First, it was Kathy Griffin's brutal depiction of herself holding a bloody severed head of President Donald Trump; now New York's Shakespeare in the Park is casting Trump as Julius Caesar and depicting his assassination onstage.
Laura Sheaffer, national sales manager at Salem Radio Network, described the performance on "The Joe Piscopo Show," saying she found the performance disrespectful, regardless of one's feelings toward the president, and said it was not the sort of thing that would have flown if previous White House residents had been the target.
Sheaffer said she attends at least one performance of Shakespeare in the Park every summer and got in line to get free tickets to the first performance May 23. She said she had no inkling the play would not be a straight performance of Shakespeare's classic, but noticed when she arrived the scene looked very "American" with pictures of Abraham Lincoln and others and the backdrop looked like modern-day New York City.

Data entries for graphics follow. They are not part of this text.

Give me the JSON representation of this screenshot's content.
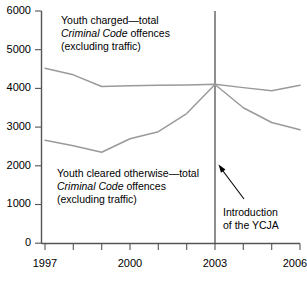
{
  "chart_data": {
    "type": "line",
    "title": "",
    "xlabel": "",
    "ylabel": "",
    "x": [
      1997,
      1998,
      1999,
      2000,
      2001,
      2002,
      2003,
      2004,
      2005,
      2006
    ],
    "xlim": [
      1997,
      2006
    ],
    "ylim": [
      0,
      6000
    ],
    "grid": false,
    "legend_position": "inline-annotations",
    "xticks": [
      1997,
      1998,
      1999,
      2000,
      2001,
      2002,
      2003,
      2004,
      2005,
      2006
    ],
    "xtick_labels_shown": [
      "1997",
      "2000",
      "2003",
      "2006"
    ],
    "yticks": [
      0,
      1000,
      2000,
      3000,
      4000,
      5000,
      6000
    ],
    "ytick_labels": [
      "0",
      "1000",
      "2000",
      "3000",
      "4000",
      "5000",
      "6000"
    ],
    "series": [
      {
        "name": "Youth charged—total Criminal Code offences (excluding traffic)",
        "values": [
          4520,
          4350,
          4050,
          4070,
          4080,
          4090,
          4110,
          4020,
          3940,
          4080
        ]
      },
      {
        "name": "Youth cleared otherwise—total Criminal Code offences (excluding traffic)",
        "values": [
          2660,
          2520,
          2350,
          2700,
          2880,
          3350,
          4100,
          3500,
          3120,
          2930
        ]
      }
    ],
    "annotations": [
      {
        "name": "event-marker",
        "text": "Introduction of the YCJA",
        "x": 2003,
        "type": "vertical-line-with-arrow"
      }
    ]
  },
  "labels": {
    "upper": {
      "line1_a": "Youth charged",
      "line1_dash": "—",
      "line1_b": "total",
      "line2_italic": "Criminal Code",
      "line2_rest": " offences",
      "line3": "(excluding traffic)"
    },
    "lower": {
      "line1_a": "Youth cleared otherwise",
      "line1_dash": "—",
      "line1_b": "total",
      "line2_italic": "Criminal Code",
      "line2_rest": " offences",
      "line3": "(excluding traffic)"
    },
    "event": {
      "line1": "Introduction",
      "line2": "of the YCJA"
    }
  },
  "axis": {
    "y": {
      "t6000": "6000",
      "t5000": "5000",
      "t4000": "4000",
      "t3000": "3000",
      "t2000": "2000",
      "t1000": "1000",
      "t0": "0"
    },
    "x": {
      "t1997": "1997",
      "t2000": "2000",
      "t2003": "2003",
      "t2006": "2006"
    }
  },
  "colors": {
    "series_line": "#9a9a9a",
    "axis": "#555555",
    "event_line": "#444444",
    "text": "#000000",
    "background": "#ffffff"
  }
}
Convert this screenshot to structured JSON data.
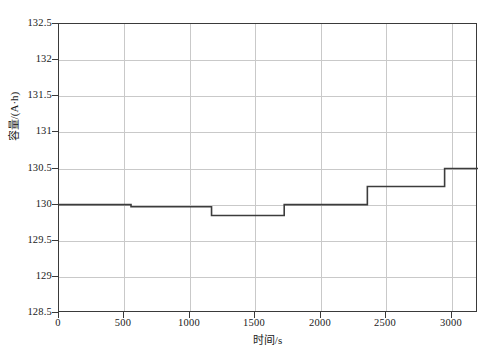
{
  "chart_data": {
    "type": "line",
    "title": "",
    "subtitle": "",
    "xlabel": "时间/s",
    "ylabel": "容量/(A·h)",
    "xlim": [
      0,
      3200
    ],
    "ylim": [
      128.5,
      132.5
    ],
    "grid": true,
    "legend": null,
    "legend_position": "none",
    "x_ticks": [
      0,
      500,
      1000,
      1500,
      2000,
      2500,
      3000
    ],
    "x_tick_labels": [
      "0",
      "500",
      "1000",
      "1500",
      "2000",
      "2500",
      "3000"
    ],
    "y_ticks": [
      128.5,
      129,
      129.5,
      130,
      130.5,
      131,
      131.5,
      132,
      132.5
    ],
    "y_tick_labels": [
      "128.5",
      "129",
      "129.5",
      "130",
      "130.5",
      "131",
      "131.5",
      "132",
      "132.5"
    ],
    "series": [
      {
        "name": "容量",
        "style": "step",
        "color": "#3c3c3c",
        "x": [
          0,
          550,
          550,
          1165,
          1165,
          1720,
          1720,
          2355,
          2355,
          2945,
          2945,
          3200
        ],
        "y": [
          130.0,
          130.0,
          129.97,
          129.97,
          129.85,
          129.85,
          130.0,
          130.0,
          130.25,
          130.25,
          130.5,
          130.5
        ]
      }
    ],
    "steps": [
      {
        "x_start": 0,
        "x_end": 550,
        "value": 130.0
      },
      {
        "x_start": 550,
        "x_end": 1165,
        "value": 129.97
      },
      {
        "x_start": 1165,
        "x_end": 1720,
        "value": 129.85
      },
      {
        "x_start": 1720,
        "x_end": 2355,
        "value": 130.0
      },
      {
        "x_start": 2355,
        "x_end": 2945,
        "value": 130.25
      },
      {
        "x_start": 2945,
        "x_end": 3200,
        "value": 130.5
      }
    ]
  },
  "axes": {
    "frame_color": "#3a3a3a",
    "grid_color": "#c9c9c9",
    "background": "#ffffff"
  }
}
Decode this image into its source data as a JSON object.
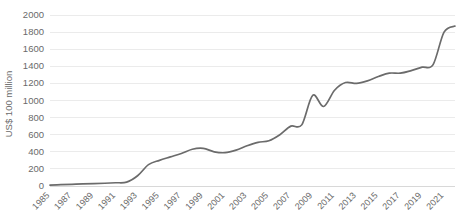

She could tell the play would have a modern take even before the actor playing Caesar appeared "dressed in a business suit, with a royal blue tie, hanging a couple inches below the belt line, with reddish-blonde hair — just like Trump," she told Mediaite.
The script was kept unaltered, but the Trump take was "blatantly obvious," she said, noting Caesar's wife Calpurnia spoke with a Slavic accent, just like first lady Melania Trump.
In the scene where members of the Roman Senate stab Caesar to death, "blood was spewing everywhere out of his body," Sheaffer said. "To be honest, I thought it was shocking and distasteful."
Even before the gory murder scene, Caesar steps out of a bathtub naked. Sheaffer said she was aware there would be nudity in the play, but found it disrespectful it was the president of the United States who was depicted naked.
But she said she felt in the minority, telling Piscopo most in the New York crowd "accepted it."
When Marc Anthony celebrates Brutus' bravery in taking part in the killing, "The message it sent was that if you don't support the president, it's OK to assassinate him," she said.
"I don't love President Trump, but he's the president," Sheaffer said. "You can't assassinate him on a stage."
Playbill reported the play officially opens June 12 and runs through June 18 at the Delacorte Theater in Central Park. It is directed by Oskar Eustis, and stars include John Douglas Thompson and Corey Stoll of "House of Cards."